Complete the getter-based transformation, by hiding ".uri" and updating
callers to use get_uri(). Also don't set a dummy self._uri, leave it
undefined until someone calls set_uri().
If a server did not respond to the pre-repair filecheck, but did respond
to the repair, that server was not correctly added to the
RepairResults.data["servers-responding"] list. (This resulted from a
buggy usage of DictOfSets.union() in filenode.py).
In addition, servers to which filecheck queries were sent, but did not
respond, were incorrectly added to the servers-responding list
anyawys. (This resulted from code in the checker.py not paying attention
to the 'responded' flag).
The first bug was neatly masked by the second: it's pretty rare to have
a server suddenly start responding in the one-second window between a
filecheck and a subsequent repair, and if the server was around for the
filecheck, you'd never notice the problem. I only spotted the smelly
code while I was changing it for IServer cleanup purposes.
I added coverage to test_repairer.py for this. Trying to get that test
to fail before fixing the first bug is what led me to discover the
second bug. I also had to update test_corrupt_file_verno, since it was
incorrectly asserting that 10 servers responded, when in fact one of
them throws an error (but the second bug was causing it to be reported
anyways).
* repairer (really the uploader) reads beyond end of input file (Uploadable)
* new-downloader does not tolerate overreads
* uploader does lots of tiny reads (inefficient)
This fixes the last two. The uploader still does a single overread at the end
of the input file, but now that's ok so we can leave it in place. The
uploader now expects the Uploadable to behave like a normal disk
file (reading beyond EOF will return less data than was asked for), and now
the new-downloadable behaves that way.
This patch also renames some instances of "find_shares()" to "find_all_shares()" and other instances to "find_uri_shares()" as appropriate -- the conflation between those names confused me at first when writing these tests.
Verifier misses
The results (described in #819) match our expectations: it misses corruption
in unused share fields and in most container fields (which are only visible
to the storage server, not the client). 1265 bytes of a 2753 byte
share (hosting a 56-byte file with an artifically small segment size) are
unused, mostly in the unused tail of the overallocated UEB space (765 bytes),
and the allocated-but-unwritten plaintext_hash_tree (480 bytes).
* remove Downloader.download_to_data/download_to_filename/download_to_filehandle
* remove download.Data/FileName/FileHandle targets
* remove filenode.download/download_to_data/download_to_filename methods
* leave Downloader.download (the whole Downloader will go away eventually)
* add util.consumer.MemoryConsumer/download_to_data, for convenience
(this is mostly used by unit tests, but it gets used by enough non-test
code to warrant putting it in allmydata.util)
* update tests
* removes about 180 lines of code. Yay negative code days!
Overall plan is to rewrite immutable/download.py and leave filenode.read() as
the sole read-side API.
Obviously requiring the code under test to perform within some limit isn't very meaningful if we raise the limit whenever the test goes outside of it.
But I still don't want to remove the test code which measures how many writes (and, elsewhere, how many reads) a client does in order to fulfill these duties.
Let this number -- now 20 -- stand as an approximation of the inefficiency of our code divided by my mental model of how many operations are actually optimal for these duties.
This is important, because if the repairer doesn't completely repair all kinds of corruption (as the current one doesn't), then the successive tests get messed up by assuming that the shares were uncorrupted when the test first set about to corrupt them.
This implements an immutable repairer by marrying a CiphertextDownloader to a CHKUploader. It extends the IDownloadTarget interface so that the downloader can provide some metadata that the uploader requires.
The processing is incremental -- it uploads the first segments before it finishes downloading the whole file. This is necessary so that you can repair large files without running out of RAM or using a temporary file on the repairer.
It requires only a verifycap, not a readcap. That is: it doesn't need or use the decryption key, only the integrity check codes.
There are several tests marked TODO and several instances of XXX in the source code. I intend to open tickets to document further improvements to functionality and testing, but the current version is probably good enough for Tahoe-1.3.0.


What this task involves
Would you find each line in the entries below with the string "industry" and copy it?

Data tied to figure images:
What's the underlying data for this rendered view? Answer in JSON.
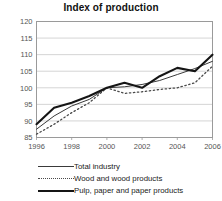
{
  "chart_data": {
    "type": "line",
    "title": "Index of production",
    "xlabel": "",
    "ylabel": "",
    "xlim": [
      1996,
      2006
    ],
    "ylim": [
      85,
      120
    ],
    "yticks": [
      85,
      90,
      95,
      100,
      105,
      110,
      115,
      120
    ],
    "xticks": [
      1996,
      1998,
      2000,
      2002,
      2004,
      2006
    ],
    "x": [
      1996,
      1997,
      1998,
      1999,
      2000,
      2001,
      2002,
      2003,
      2004,
      2005,
      2006
    ],
    "grid": "horizontal",
    "legend_position": "bottom",
    "series": [
      {
        "name": "Total industry",
        "style": "solid-thin",
        "color": "#3a3a3a",
        "values": [
          87.5,
          91.5,
          94.5,
          96.5,
          100.0,
          100.3,
          101.0,
          102.2,
          104.0,
          105.8,
          108.0
        ]
      },
      {
        "name": "Wood and wood products",
        "style": "dotted",
        "color": "#4a4a4a",
        "values": [
          86.0,
          89.0,
          92.5,
          95.5,
          100.0,
          98.3,
          98.8,
          99.5,
          100.0,
          101.5,
          106.5
        ]
      },
      {
        "name": "Pulp, paper and paper products",
        "style": "solid-thick",
        "color": "#151515",
        "values": [
          89.0,
          94.0,
          95.5,
          97.5,
          100.0,
          101.5,
          100.0,
          103.5,
          106.0,
          105.0,
          110.0
        ]
      }
    ]
  },
  "legend": {
    "items": [
      {
        "label": "Total industry"
      },
      {
        "label": "Wood and wood products"
      },
      {
        "label": "Pulp, paper and paper products"
      }
    ]
  }
}
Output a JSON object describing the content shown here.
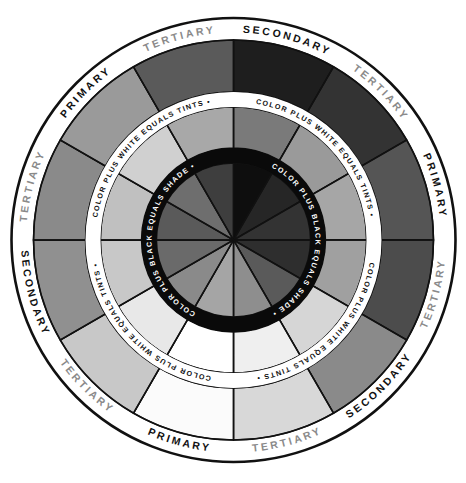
{
  "geometry": {
    "cx": 233.5,
    "cy": 240,
    "r_outer": 222,
    "r_label_inner": 200,
    "r_tint_outer": 148,
    "r_tint_text_inner": 133,
    "r_shade_outer": 92,
    "r_shade_inner": 77
  },
  "outer_labels": [
    {
      "text": "SECONDARY",
      "angle": 15,
      "color": "#111111"
    },
    {
      "text": "TERTIARY",
      "angle": 45,
      "color": "#8a8a8a"
    },
    {
      "text": "PRIMARY",
      "angle": 75,
      "color": "#111111"
    },
    {
      "text": "TERTIARY",
      "angle": 105,
      "color": "#8a8a8a"
    },
    {
      "text": "SECONDARY",
      "angle": 135,
      "color": "#111111"
    },
    {
      "text": "TERTIARY",
      "angle": 165,
      "color": "#8a8a8a"
    },
    {
      "text": "PRIMARY",
      "angle": 195,
      "color": "#111111"
    },
    {
      "text": "TERTIARY",
      "angle": 225,
      "color": "#8a8a8a"
    },
    {
      "text": "SECONDARY",
      "angle": 255,
      "color": "#111111"
    },
    {
      "text": "TERTIARY",
      "angle": 285,
      "color": "#8a8a8a"
    },
    {
      "text": "PRIMARY",
      "angle": 315,
      "color": "#111111"
    },
    {
      "text": "TERTIARY",
      "angle": 345,
      "color": "#8a8a8a"
    }
  ],
  "tint_ring_text": "COLOR PLUS WHITE EQUALS TINTS",
  "shade_ring_text": "COLOR PLUS BLACK EQUALS SHADE",
  "separator": "•",
  "segments": {
    "outer": [
      "#1e1e1e",
      "#333333",
      "#555555",
      "#4c4c4c",
      "#8a8a8a",
      "#d8d8d8",
      "#fbfbfb",
      "#c8c8c8",
      "#909090",
      "#8a8a8a",
      "#9a9a9a",
      "#5a5a5a"
    ],
    "tint": [
      "#7a7a7a",
      "#9a9a9a",
      "#a6a6a6",
      "#a0a0a0",
      "#d6d6d6",
      "#efefef",
      "#ffffff",
      "#e8e8e8",
      "#c8c8c8",
      "#c0c0c0",
      "#d0d0d0",
      "#a8a8a8"
    ],
    "shade": [
      "#0e0e0e",
      "#262626",
      "#333333",
      "#2e2e2e",
      "#5a5a5a",
      "#8e8e8e",
      "#a5a5a5",
      "#8a8a8a",
      "#6a6a6a",
      "#5a5a5a",
      "#6e6e6e",
      "#3e3e3e"
    ]
  },
  "colors": {
    "line": "#111111",
    "ring_white": "#ffffff",
    "ring_black": "#0a0a0a"
  }
}
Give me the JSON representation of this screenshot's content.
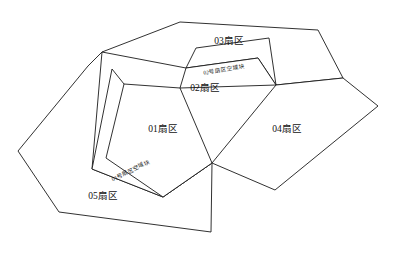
{
  "diagram": {
    "type": "sector-airspace-partition-diagram",
    "background_color": "#ffffff",
    "line_color": "#1a1a1a",
    "text_color": "#111111",
    "regions": [
      {
        "id": "sector-01",
        "label": "01扇区",
        "label_x": 163,
        "label_y": 130,
        "points": "124,84 180,88 212,163 163,197 106,158"
      },
      {
        "id": "sector-02",
        "label": "02扇区",
        "label_x": 205,
        "label_y": 89,
        "points": "180,88 186,68 258,58 276,85"
      },
      {
        "id": "sector-03",
        "label": "03扇区",
        "label_x": 229,
        "label_y": 42,
        "points": "102,52 180,22 318,30 343,78 276,85 258,58 186,68"
      },
      {
        "id": "sector-04",
        "label": "04扇区",
        "label_x": 287,
        "label_y": 130,
        "points": "276,85 343,78 378,106 275,190 212,163"
      },
      {
        "id": "sector-05",
        "label": "05扇区",
        "label_x": 103,
        "label_y": 197,
        "points": "102,52 88,66 18,151 59,212 211,232 212,163 163,197 92,169"
      }
    ],
    "bands": [
      {
        "id": "band-01",
        "label": "01号扇区空域块",
        "label_x": 131,
        "label_y": 171,
        "label_rotation": -26,
        "points": "112,69 92,169 163,197 212,163 124,84"
      },
      {
        "id": "band-02",
        "label": "02号扇区空域块",
        "label_x": 224,
        "label_y": 70,
        "label_rotation": -10,
        "points": "186,68 196,48 269,38 276,85 258,58"
      }
    ]
  }
}
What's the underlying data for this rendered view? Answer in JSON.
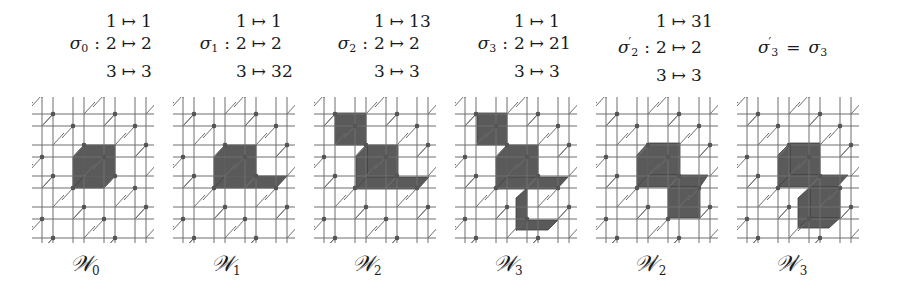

Finished exercise
        "name": "Total industry",
        "label": "Total industry"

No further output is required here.